Ringfort (Rath), Kilmaglish, Co. Westmeath
Co. Westmeath |
Ringforts
On a gently sloping ridge in the Westmeath grasslands, a modest rise in the ground is almost all that remains of what was once a substantial ringfort.
The earthwork is roughly fifty metres across at its widest point, and the fosse, the encircling ditch that would have reinforced the bank in the structure's working life, is still faintly legible in the landscape, though it now stretches to little more than half a metre in depth. A pond has been dug into the southern section of that ditch at some point, and a field fence cuts across the north-western perimeter, both interventions quietly eroding the original form. Ringforts, sometimes called raths, were the most common form of enclosed settlement in early medieval Ireland, typically used as farmsteads protected by one or more earthen banks and ditches. This one, despite its size, has been considerably levelled.
By 1837, when the Ordnance Survey was producing its detailed Fair Plan maps of the country, the site was already being recorded as an earthwork, annotated simply as "fort". That label suggests the surveyors recognised its antiquity even then, though the monument was clearly no longer intact. The raised sub-circular area that survives today measures roughly forty-six metres north to south and fifty metres east to west, dimensions that would have made it a reasonably large example of the type in its original state. Kilmaglish House stands about 240 metres to the north-west, close enough that the agricultural and domestic history of the surrounding land has almost certainly played a role in the gradual reduction of the earthwork over the centuries.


*What needs to be done*: The answer must be every line of the records in which the string "intervention" appears.

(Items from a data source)

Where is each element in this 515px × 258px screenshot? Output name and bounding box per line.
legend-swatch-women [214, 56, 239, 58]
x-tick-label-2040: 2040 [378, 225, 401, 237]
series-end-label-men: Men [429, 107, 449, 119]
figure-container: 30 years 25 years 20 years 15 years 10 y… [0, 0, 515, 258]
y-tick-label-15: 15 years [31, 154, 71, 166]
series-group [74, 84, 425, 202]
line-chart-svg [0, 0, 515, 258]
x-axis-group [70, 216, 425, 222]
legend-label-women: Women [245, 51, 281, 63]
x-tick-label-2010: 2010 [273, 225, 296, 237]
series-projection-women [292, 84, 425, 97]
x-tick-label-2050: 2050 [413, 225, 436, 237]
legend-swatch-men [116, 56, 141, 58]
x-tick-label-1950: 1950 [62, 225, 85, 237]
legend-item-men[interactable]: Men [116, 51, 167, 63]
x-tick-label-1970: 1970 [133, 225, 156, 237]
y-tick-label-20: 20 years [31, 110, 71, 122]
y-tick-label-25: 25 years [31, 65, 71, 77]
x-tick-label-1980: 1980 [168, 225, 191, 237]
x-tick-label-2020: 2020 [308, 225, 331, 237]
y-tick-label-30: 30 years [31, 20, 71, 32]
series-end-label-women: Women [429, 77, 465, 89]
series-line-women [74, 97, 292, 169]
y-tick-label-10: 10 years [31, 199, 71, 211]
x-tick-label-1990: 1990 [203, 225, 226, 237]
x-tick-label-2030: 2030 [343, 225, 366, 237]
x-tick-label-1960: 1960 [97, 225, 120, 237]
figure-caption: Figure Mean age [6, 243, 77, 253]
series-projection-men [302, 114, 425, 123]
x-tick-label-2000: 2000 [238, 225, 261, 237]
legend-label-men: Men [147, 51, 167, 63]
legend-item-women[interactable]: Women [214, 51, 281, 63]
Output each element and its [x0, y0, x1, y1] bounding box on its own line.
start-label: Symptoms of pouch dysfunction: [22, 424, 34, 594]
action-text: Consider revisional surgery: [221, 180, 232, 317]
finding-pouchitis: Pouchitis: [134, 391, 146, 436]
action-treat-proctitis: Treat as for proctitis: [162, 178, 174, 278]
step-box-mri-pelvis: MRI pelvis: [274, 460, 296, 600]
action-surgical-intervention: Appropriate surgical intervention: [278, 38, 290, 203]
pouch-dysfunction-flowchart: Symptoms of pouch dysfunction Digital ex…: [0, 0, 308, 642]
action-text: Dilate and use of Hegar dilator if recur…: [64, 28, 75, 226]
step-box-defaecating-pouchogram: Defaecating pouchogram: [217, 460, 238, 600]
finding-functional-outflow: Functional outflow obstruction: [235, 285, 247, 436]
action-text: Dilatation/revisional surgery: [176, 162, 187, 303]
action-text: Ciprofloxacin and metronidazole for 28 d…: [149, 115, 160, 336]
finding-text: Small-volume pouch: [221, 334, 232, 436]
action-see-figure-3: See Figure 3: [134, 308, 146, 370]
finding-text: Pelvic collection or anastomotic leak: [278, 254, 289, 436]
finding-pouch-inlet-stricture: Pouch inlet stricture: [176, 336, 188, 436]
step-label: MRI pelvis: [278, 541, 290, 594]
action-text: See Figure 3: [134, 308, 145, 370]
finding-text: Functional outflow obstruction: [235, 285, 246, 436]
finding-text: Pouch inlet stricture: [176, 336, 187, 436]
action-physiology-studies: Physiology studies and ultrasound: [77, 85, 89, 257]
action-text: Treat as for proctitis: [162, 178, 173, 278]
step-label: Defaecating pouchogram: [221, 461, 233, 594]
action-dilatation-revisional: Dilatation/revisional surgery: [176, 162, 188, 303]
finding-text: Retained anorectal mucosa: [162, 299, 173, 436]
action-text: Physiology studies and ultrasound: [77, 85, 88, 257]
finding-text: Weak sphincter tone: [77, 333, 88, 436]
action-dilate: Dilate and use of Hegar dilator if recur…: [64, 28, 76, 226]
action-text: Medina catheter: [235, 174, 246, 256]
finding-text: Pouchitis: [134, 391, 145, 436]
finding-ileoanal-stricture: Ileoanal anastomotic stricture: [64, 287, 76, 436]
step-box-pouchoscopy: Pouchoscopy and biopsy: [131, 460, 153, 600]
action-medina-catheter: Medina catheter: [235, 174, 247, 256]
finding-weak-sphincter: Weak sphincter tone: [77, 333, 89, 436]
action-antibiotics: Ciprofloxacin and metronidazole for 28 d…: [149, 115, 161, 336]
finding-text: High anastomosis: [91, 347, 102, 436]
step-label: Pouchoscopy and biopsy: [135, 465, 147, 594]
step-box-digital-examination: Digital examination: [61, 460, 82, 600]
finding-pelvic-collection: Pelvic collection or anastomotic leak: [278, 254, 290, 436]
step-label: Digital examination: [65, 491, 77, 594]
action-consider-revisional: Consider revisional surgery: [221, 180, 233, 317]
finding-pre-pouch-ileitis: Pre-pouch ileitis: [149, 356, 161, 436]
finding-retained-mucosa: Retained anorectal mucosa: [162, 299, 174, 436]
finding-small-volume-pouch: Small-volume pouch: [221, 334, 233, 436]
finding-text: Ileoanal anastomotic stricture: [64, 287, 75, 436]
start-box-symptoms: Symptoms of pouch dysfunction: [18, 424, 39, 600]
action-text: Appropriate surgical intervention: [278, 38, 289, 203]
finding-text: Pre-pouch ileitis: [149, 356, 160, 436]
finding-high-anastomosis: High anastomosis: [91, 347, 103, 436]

*Exercise solution*:
action-surgical-intervention: Appropriate surgical intervention: [278, 38, 290, 203]
action-text: Appropriate surgical intervention: [278, 38, 289, 203]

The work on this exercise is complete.